From the Street to the Studio: Selections from the Martin Wong Graffiti Collection tells the story of one of the city’s most influential cultural exports, now housed at the Museum of the City of New York (MCNY). From its beginnings on subway cars and city walls to its recognition as a global art movement, graffiti embodies the energy, creativity, and resilience of the city itself.
New York’s age of graffiti—both notorious and celebrated—began in the early 1970s. Using indelible markers and aerosol spray paints, teenagers across the city developed a new form of graffiti writing that emphasized both the quality and quantity of their creations in addition to the message. They began by writing “tags”—stylized signatures that typically combined an alias with the number of the street where they lived—on public and private buildings in their neighborhoods. Soon they expanded to subway stations, buses, and the interiors and exteriors of subway cars. Graffiti quickly proliferated throughout the city, and a new artistic movement was born—one that would come of age over the next twenty years.
Almost simultaneously, youthful artists began venturing into “legitimate” forms of artmaking, creating work on canvas. Among the earliest examples were presented in the landmark 1973 United Graffiti Artists exhibition at Razor Gallery in Manhattan. The exhibition demonstrated an emerging acceptance of these artists within the broader New York City art scene—first in alternative spaces such as Fashion Moda in the South Bronx, ABC No Rio in the Lower East Side, and the Times Square Show organized by Collaborative Projects Inc.
By the mid-1980s, alongside the rise of hip-hop culture, graffiti writing was increasingly recognized as an art form in streets, galleries, and even museums around the world. This growing validation occurred despite efforts to eradicate graffiti from New York City’s streets and subways.
This exhibition will feature more than 120 works by many of the artists who had the greatest cultural impact on the development and expansion of the art form, including Keith Haring, Futura 2000, Rammellzee, Dondi, Lee Quiñones, Lady Pink, Fab Five Freddy, and Chris “Daze” Ellis, among others.
At the heart of the exhibition is the extraordinary collection of Martin Wong (1946–1999)—an artist, mentor, and visionary collector whose foresight preserved hundreds of works that might otherwise have been lost. In 1994, Wong donated his collection to MCNY. Today, the museum serves as the leading repository of this material, stewarding more than 300 works on canvas and paper, fifty-five sketchbooks, as well as ephemera and documentary photography.
The exhibition builds on the resounding success of the MCNY’s landmark exhibitions City as Canvas (2014) and Above Ground (2024), which together drew national and international attention. Featuring newly acquired works and recent commissions, it offers an unprecedented opportunity to showcase the most comprehensive collection of graffiti in the country.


■ Work required:
The copy you return should hold only the lines from the top of the data below through the line with "Image is 868x415 pixels.", each duplicated exactly and with no pictures.

»»

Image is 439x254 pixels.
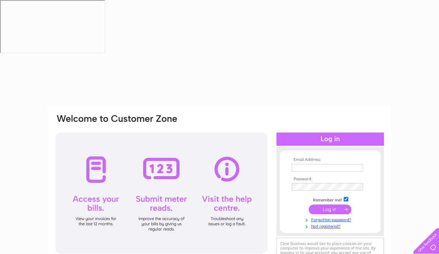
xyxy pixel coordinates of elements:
[290,157,370,162] th: Email Address:
[291,216,370,223] a: Forgotten password?
[308,205,351,214] input: Submit
[290,196,370,203] td: Remember me?
[291,223,370,229] a: Not registered?
[290,177,370,182] th: Password:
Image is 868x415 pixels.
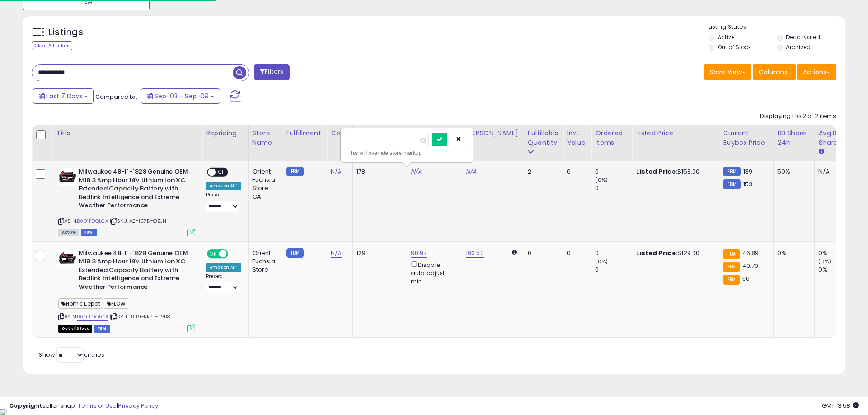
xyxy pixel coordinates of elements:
[33,89,94,104] button: Last 7 Days
[595,167,632,176] div: 0
[466,167,477,177] a: N/A
[411,167,422,177] a: N/A
[104,299,129,309] span: FLOW
[39,350,104,359] span: Show: entries
[411,249,427,258] a: 90.97
[77,217,109,225] a: B001F0QLCA
[356,249,400,258] div: 129
[742,262,759,270] span: 49.79
[81,228,97,236] span: FBM
[254,65,290,80] button: Filters
[78,402,116,410] a: Terms of Use
[636,167,712,176] div: $153.00
[723,128,770,148] div: Current Buybox Price
[286,248,304,258] small: FBM
[528,128,559,148] div: Fulfillable Quantity
[58,167,77,186] img: 41P8RJfg2NL._SL40_.jpg
[331,128,348,138] div: Cost
[778,128,811,148] div: BB Share 24h.
[704,65,752,79] button: Save View
[743,167,752,176] span: 139
[331,249,342,258] a: N/A
[411,260,455,286] div: Disable auto adjust min
[723,179,741,189] small: FBM
[331,167,342,177] a: N/A
[567,249,584,258] div: 0
[206,263,241,272] div: Amazon AI *
[253,249,275,275] div: Orient Fuchsia Store
[356,167,400,176] div: 178
[567,128,588,148] div: Inv. value
[753,65,796,79] button: Columns
[742,249,759,258] span: 46.89
[9,402,43,410] strong: Copyright
[718,33,735,41] label: Active
[95,92,137,101] span: Compared to:
[723,262,740,272] small: FBA
[9,402,158,411] div: seller snap | |
[58,299,103,309] span: Home Depot
[528,249,556,258] div: 0
[48,26,84,39] h5: Listings
[206,192,241,212] div: Preset:
[56,128,198,138] div: Title
[743,180,752,189] span: 153
[818,249,855,258] div: 0%
[206,273,241,294] div: Preset:
[286,167,304,177] small: FBM
[286,128,323,138] div: Fulfillment
[58,249,195,331] div: ASIN:
[595,249,632,258] div: 0
[595,177,608,184] small: (0%)
[595,184,632,192] div: 0
[155,92,209,101] span: Sep-03 - Sep-09
[595,128,629,148] div: Ordered Items
[348,148,466,157] div: This will override store markup
[79,249,189,294] b: Milwaukee 48-11-1828 Genuine OEM M18 3 Amp Hour 18V Lithium Ion XC Extended Capacity Battery with...
[206,128,245,138] div: Repricing
[636,167,678,176] b: Listed Price:
[77,313,109,321] a: B001F0QLCA
[528,167,556,176] div: 2
[466,249,484,258] a: 180.53
[208,250,219,258] span: ON
[723,249,740,259] small: FBA
[227,250,241,258] span: OFF
[206,182,241,190] div: Amazon AI *
[778,249,808,258] div: 0%
[110,217,166,225] span: | SKU: AZ-ID7D-OZJN
[797,65,836,79] button: Actions
[141,89,220,104] button: Sep-03 - Sep-09
[466,128,520,138] div: [PERSON_NAME]
[636,249,678,258] b: Listed Price:
[818,148,824,156] small: Avg BB Share.
[94,325,110,333] span: FBM
[723,167,741,177] small: FBM
[778,167,808,176] div: 50%
[742,275,749,283] span: 50
[760,112,836,121] div: Displaying 1 to 2 of 2 items
[110,313,171,320] span: | SKU: 1BH9-KKPF-FVB8
[818,265,855,274] div: 0%
[718,43,751,51] label: Out of Stock
[58,249,77,267] img: 41P8RJfg2NL._SL40_.jpg
[58,325,92,333] span: All listings that are currently out of stock and unavailable for purchase on Amazon
[58,167,195,235] div: ASIN:
[32,41,72,50] div: Clear All Filters
[709,23,845,31] p: Listing States:
[216,169,230,177] span: OFF
[822,402,859,410] span: 2025-09-18 13:58 GMT
[636,128,715,138] div: Listed Price
[818,167,849,176] div: N/A
[636,249,712,258] div: $129.00
[786,33,820,41] label: Deactivated
[818,258,831,265] small: (0%)
[818,128,852,148] div: Avg BB Share
[567,167,584,176] div: 0
[253,167,275,201] div: Orient Fuchsia Store CA
[759,67,788,77] span: Columns
[786,43,811,51] label: Archived
[47,92,82,101] span: Last 7 Days
[58,228,79,236] span: All listings currently available for purchase on Amazon
[79,167,189,212] b: Milwaukee 48-11-1828 Genuine OEM M18 3 Amp Hour 18V Lithium Ion XC Extended Capacity Battery with...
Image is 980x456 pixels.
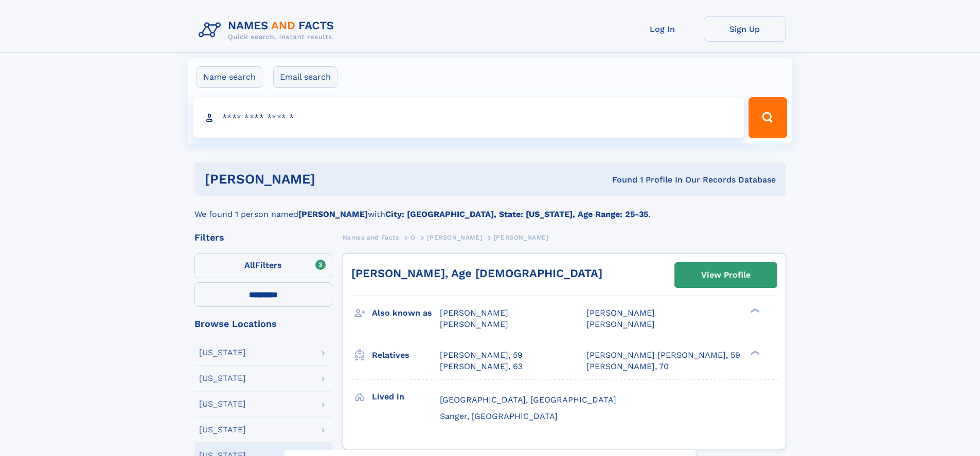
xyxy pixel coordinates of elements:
a: View Profile [675,262,777,287]
a: [PERSON_NAME], 70 [586,361,669,372]
span: O [411,234,416,241]
img: Logo Names and Facts [194,17,342,44]
span: [PERSON_NAME] [494,234,549,241]
a: Log In [622,17,703,42]
span: Sanger, [GEOGRAPHIC_DATA] [440,411,558,421]
b: City: [GEOGRAPHIC_DATA], State: [US_STATE], Age Range: 25-35 [385,209,648,219]
h3: Lived in [372,388,440,406]
div: [US_STATE] [199,426,246,434]
label: Name search [197,66,263,88]
div: Filters [194,233,332,242]
div: [US_STATE] [199,400,246,408]
span: [GEOGRAPHIC_DATA], [GEOGRAPHIC_DATA] [440,395,616,405]
a: [PERSON_NAME], 59 [440,350,523,361]
div: Found 1 Profile In Our Records Database [463,174,776,186]
a: [PERSON_NAME] [427,231,482,244]
a: [PERSON_NAME], Age [DEMOGRAPHIC_DATA] [351,267,602,280]
b: [PERSON_NAME] [298,209,368,219]
h3: Also known as [372,305,440,322]
label: Email search [273,66,337,88]
input: search input [194,97,744,139]
h1: [PERSON_NAME] [204,173,464,186]
div: View Profile [701,263,751,287]
div: Browse Locations [194,319,332,329]
div: [US_STATE] [199,374,246,383]
button: Search Button [749,97,786,139]
span: [PERSON_NAME] [427,234,482,241]
a: [PERSON_NAME], 63 [440,361,523,372]
span: [PERSON_NAME] [440,319,509,329]
div: We found 1 person named with . [194,196,786,220]
h3: Relatives [372,347,440,364]
a: [PERSON_NAME] [PERSON_NAME], 59 [586,350,740,361]
span: [PERSON_NAME] [586,308,655,318]
span: All [244,260,255,270]
div: [US_STATE] [199,349,246,357]
label: Filters [194,254,332,278]
a: O [411,231,416,244]
span: [PERSON_NAME] [440,308,509,318]
span: [PERSON_NAME] [586,319,655,329]
a: Names and Facts [342,231,399,244]
div: ❯ [748,307,760,314]
a: Sign Up [703,17,786,42]
div: ❯ [748,349,760,356]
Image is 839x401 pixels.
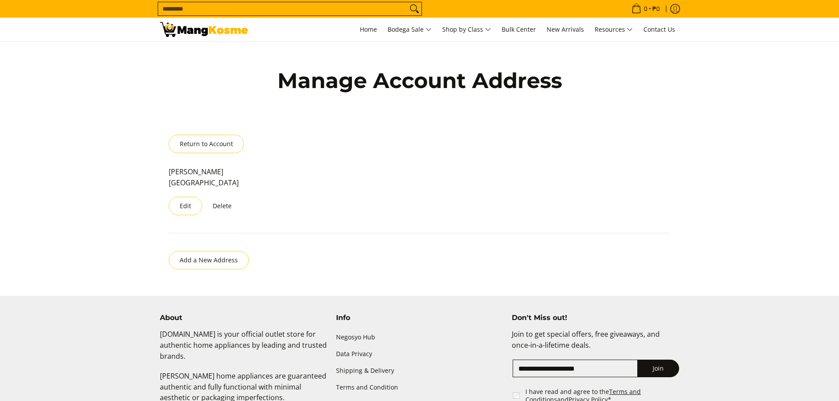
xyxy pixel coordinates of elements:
a: Terms and Condition [336,379,503,396]
h4: Info [336,313,503,322]
a: Negosyo Hub [336,329,503,346]
span: Contact Us [643,25,675,33]
button: Join [637,360,679,377]
a: Contact Us [639,18,679,41]
button: Add a New Address [169,251,249,269]
a: Bulk Center [497,18,540,41]
span: Bodega Sale [387,24,431,35]
p: [PERSON_NAME] [GEOGRAPHIC_DATA] [169,166,671,197]
span: Bulk Center [501,25,536,33]
a: Home [355,18,381,41]
span: Resources [594,24,633,35]
a: Shipping & Delivery [336,363,503,379]
span: Home [360,25,377,33]
a: New Arrivals [542,18,588,41]
span: New Arrivals [546,25,584,33]
nav: Main Menu [257,18,679,41]
span: 0 [642,6,648,12]
p: Join to get special offers, free giveaways, and once-in-a-lifetime deals. [512,329,679,360]
span: Shop by Class [442,24,491,35]
img: Addresses | Mang Kosme [160,22,248,37]
button: Edit [169,197,202,215]
button: Search [407,2,421,15]
span: ₱0 [651,6,661,12]
button: Delete [213,203,232,210]
a: Shop by Class [438,18,495,41]
h1: Manage Account Address [226,67,613,94]
span: • [629,4,662,14]
a: Resources [590,18,637,41]
p: [DOMAIN_NAME] is your official outlet store for authentic home appliances by leading and trusted ... [160,329,327,370]
a: Return to Account [169,135,244,153]
h4: About [160,313,327,322]
a: Data Privacy [336,346,503,363]
h4: Don't Miss out! [512,313,679,322]
a: Bodega Sale [383,18,436,41]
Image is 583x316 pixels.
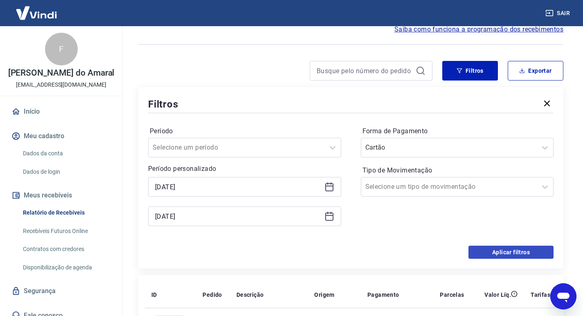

««

■ Exercise answer:
Image is 439x254 pixels.
xyxy pixel coordinates of elements:
[290,157,370,162] th: Email Address:
[291,216,370,223] a: Forgotten password?
[308,205,351,214] input: Submit
[290,196,370,203] td: Remember me?
[291,223,370,229] a: Not registered?
[290,177,370,182] th: Password:
Image is 868x415 pixels.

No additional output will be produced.